Monday, January 31, 2005
Handwringing over the Iraqi Election
Today, there is a lot of Yes, buts going on in the press.
"Yes, they had an election, but it was a sham." Someone wrote something to these words on a discussion page on the Democratic Underground forum. (Tell that to the people who wept for joy at voting and stood in long lines, and cheered the memory of lost sons and husbands and fathers who worked for this day. I wouldn't tell them that they are a Bush puppet to their faces. You might get smeared with blue ink.)
"Yes, they had an election, but the Sunnis didn't take part." It is true that Sunnis didn't take as much part as some other ethnic groups, but there were districts with 40 per cent turn out, in the very heartland of the Ba'athist resistance, with threats to injure and blow up the voters. Brave souls longing for freedom.
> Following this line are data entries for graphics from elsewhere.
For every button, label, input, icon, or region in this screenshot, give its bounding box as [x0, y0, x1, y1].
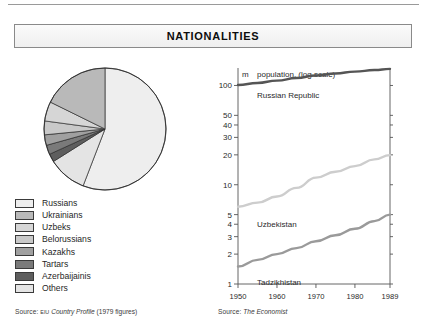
legend-item: Others [15, 282, 185, 294]
legend-swatch [15, 235, 34, 244]
line-source-title: The Economist [243, 308, 287, 315]
x-tick-label: 1950 [230, 292, 247, 301]
x-tick-label: 1980 [346, 292, 363, 301]
top-divider [8, 4, 419, 5]
legend-swatch [15, 284, 34, 293]
legend-item: Tartars [15, 258, 185, 270]
y-tick-label: 2 [228, 250, 233, 259]
y-unit-label: m [242, 70, 249, 79]
line-source-note: Source: The Economist [218, 308, 287, 315]
line-chart-x-axis: 19501960197019801989 [218, 292, 393, 304]
y-tick-label: 4 [228, 220, 233, 229]
pie-source-prefix: Source: [15, 308, 38, 315]
legend-swatch [15, 260, 34, 269]
page-title-banner: NATIONALITIES [14, 24, 412, 48]
series-annotation: Tadzikhistan [257, 278, 301, 287]
legend-label: Belorussians [42, 235, 91, 244]
line-chart: 100504030201054321mpopulation, (log scal… [218, 62, 393, 290]
series-annotation: Uzbekistan [257, 220, 297, 229]
legend-label: Kazakhs [42, 248, 75, 257]
pie-source-suffix: (1979 figures) [97, 308, 138, 315]
legend-swatch [15, 211, 34, 220]
x-tick-label: 1970 [307, 292, 324, 301]
y-tick-label: 30 [223, 133, 232, 142]
pie-chart [36, 66, 176, 196]
legend-item: Kazakhs [15, 246, 185, 258]
legend-label: Ukrainians [42, 211, 83, 220]
y-tick-label: 10 [223, 181, 232, 190]
pie-legend: RussiansUkrainiansUzbeksBelorussiansKaza… [15, 197, 185, 295]
legend-swatch [15, 247, 34, 256]
series-annotation: Russian Republic [257, 91, 319, 100]
legend-item: Russians [15, 197, 185, 209]
legend-swatch [15, 223, 34, 232]
y-tick-label: 40 [223, 121, 232, 130]
y-tick-label: 5 [228, 211, 233, 220]
y-tick-label: 100 [219, 81, 233, 90]
legend-item: Ukrainians [15, 209, 185, 221]
pie-source-title: Country Profile [51, 308, 95, 315]
x-tick-label: 1960 [269, 292, 286, 301]
pie-chart-svg [36, 66, 176, 196]
y-tick-label: 3 [228, 233, 233, 242]
y-tick-label: 1 [228, 280, 233, 289]
pie-source-note: Source: EIU Country Profile (1979 figure… [15, 308, 137, 315]
legend-item: Uzbeks [15, 221, 185, 233]
legend-label: Uzbeks [42, 223, 71, 232]
legend-item: Azerbaijainis [15, 270, 185, 282]
legend-label: Azerbaijainis [42, 272, 91, 281]
legend-swatch [15, 272, 34, 281]
y-tick-label: 20 [223, 151, 232, 160]
line-chart-svg: 100504030201054321mpopulation, (log scal… [218, 62, 393, 290]
series-line [238, 155, 390, 207]
legend-swatch [15, 199, 34, 208]
x-tick-label: 1989 [382, 292, 399, 301]
legend-label: Others [42, 284, 68, 293]
y-tick-label: 50 [223, 111, 232, 120]
pie-source-org: EIU [40, 309, 49, 315]
legend-label: Tartars [42, 260, 68, 269]
legend-label: Russians [42, 199, 77, 208]
legend-item: Belorussians [15, 234, 185, 246]
page-title: NATIONALITIES [167, 30, 260, 42]
line-source-prefix: Source: [218, 308, 241, 315]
"Yes, they had an election, but they're still on the brink of civil war." The naysayers spin their soundbites, and enhearten the foreigners who have come to be insurgant, but once you get away from the eye of the camera much of Iraq is beginning to show the fruits of stability. Their own army and police force grow regularly and are carrying more and more of the security load and they are even beginning to talk about the day when foreign troops will no longer be needed.
Mark Steyn has a nice article on this today. In it, he says:
"Yes, they had an election, but it was a sham." Someone wrote something to these words on a discussion page on the Democratic Underground forum. (Tell that to the people who wept for joy at voting and stood in long lines, and cheered the memory of lost sons and husbands and fathers who worked for this day. I wouldn't tell them that they are a Bush puppet to their faces. You might get smeared with blue ink.)
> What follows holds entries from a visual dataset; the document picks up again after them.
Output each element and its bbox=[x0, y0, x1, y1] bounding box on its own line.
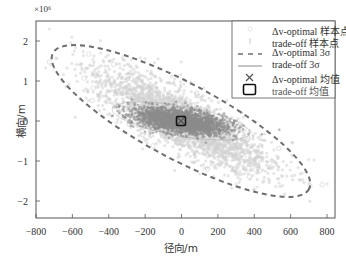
x-tick-label: 600 bbox=[283, 226, 298, 237]
x-tick-label: 800 bbox=[320, 226, 335, 237]
legend-label-dv-optimal-3sigma: Δv-optimal 3σ bbox=[272, 47, 330, 58]
x-tick-label: 0 bbox=[179, 226, 184, 237]
y-tick-label: −2 bbox=[8, 196, 28, 207]
legend-label-trade-off-3sigma: trade-off 3σ bbox=[272, 59, 320, 70]
y-tick-label: −1 bbox=[8, 156, 28, 167]
y-tick-label: 1 bbox=[8, 76, 28, 87]
x-tick-label: 200 bbox=[210, 226, 225, 237]
y-axis-exponent: ×10⁶ bbox=[34, 4, 51, 14]
x-axis-label: 径向/m bbox=[164, 240, 198, 255]
x-tick-label: −600 bbox=[62, 226, 83, 237]
legend-label-trade-off-mean: trade-off 均值 bbox=[272, 83, 329, 98]
y-axis-label: 横向/m bbox=[13, 104, 28, 138]
x-tick-label: −200 bbox=[135, 226, 156, 237]
x-tick-label: −400 bbox=[98, 226, 119, 237]
x-tick-label: 400 bbox=[247, 226, 262, 237]
x-axis-ticks bbox=[36, 214, 327, 218]
x-tick-label: −800 bbox=[26, 226, 47, 237]
y-tick-label: 2 bbox=[8, 36, 28, 47]
y-axis-ticks bbox=[36, 41, 40, 201]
"Yes, they had an election, but the Sunnis didn't take part." It is true that Sunnis didn't take as much part as some other ethnic groups, but there were districts with 40 per cent turn out, in the very heartland of the Ba'athist resistance, with threats to injure and blow up the voters. Brave souls longing for freedom.
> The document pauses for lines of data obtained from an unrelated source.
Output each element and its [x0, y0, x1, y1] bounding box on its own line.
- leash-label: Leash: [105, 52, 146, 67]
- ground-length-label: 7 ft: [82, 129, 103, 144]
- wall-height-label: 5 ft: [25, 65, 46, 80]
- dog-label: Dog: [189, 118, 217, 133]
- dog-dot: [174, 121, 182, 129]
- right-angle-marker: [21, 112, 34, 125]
"Yes, they had an election, but they're still on the brink of civil war." The naysayers spin their soundbites, and enhearten the foreigners who have come to be insurgant, but once you get away from the eye of the camera much of Iraq is beginning to show the fruits of stability. Their own army and police force grow regularly and are carrying more and more of the security load and they are even beginning to talk about the day when foreign troops will no longer be needed.
Mark Steyn has a nice article on this today. In it, he says:
What happened on Sunday was a victory for the Iraqi people and a vindication for a relatively small group of Western politicians -- most notably the much-maligned US Deputy Defence Secretary Paul Wolfowitz, whose faith in those Iraqi people turned out to be so much shrewder than the sneers of his detractors.
John Kerry is wrong. It's time for him and Ted Kennedy and Kim Beazley and Paul McGeough to stop under-hyping. If freedom isn't on the march, it's moving forward dramatically in a region notoriously inimical to it.
This weekend's election was a rebuke to the parochial condescension of the West's elites.
"These elections are a joke," Juan Cole, a professor of modern Middle East history at the University of Michigan, told Reuters. Sorry, professor, the joke's on you. And the modern Middle East history is being made by the fledgling democracy of the new Iraq.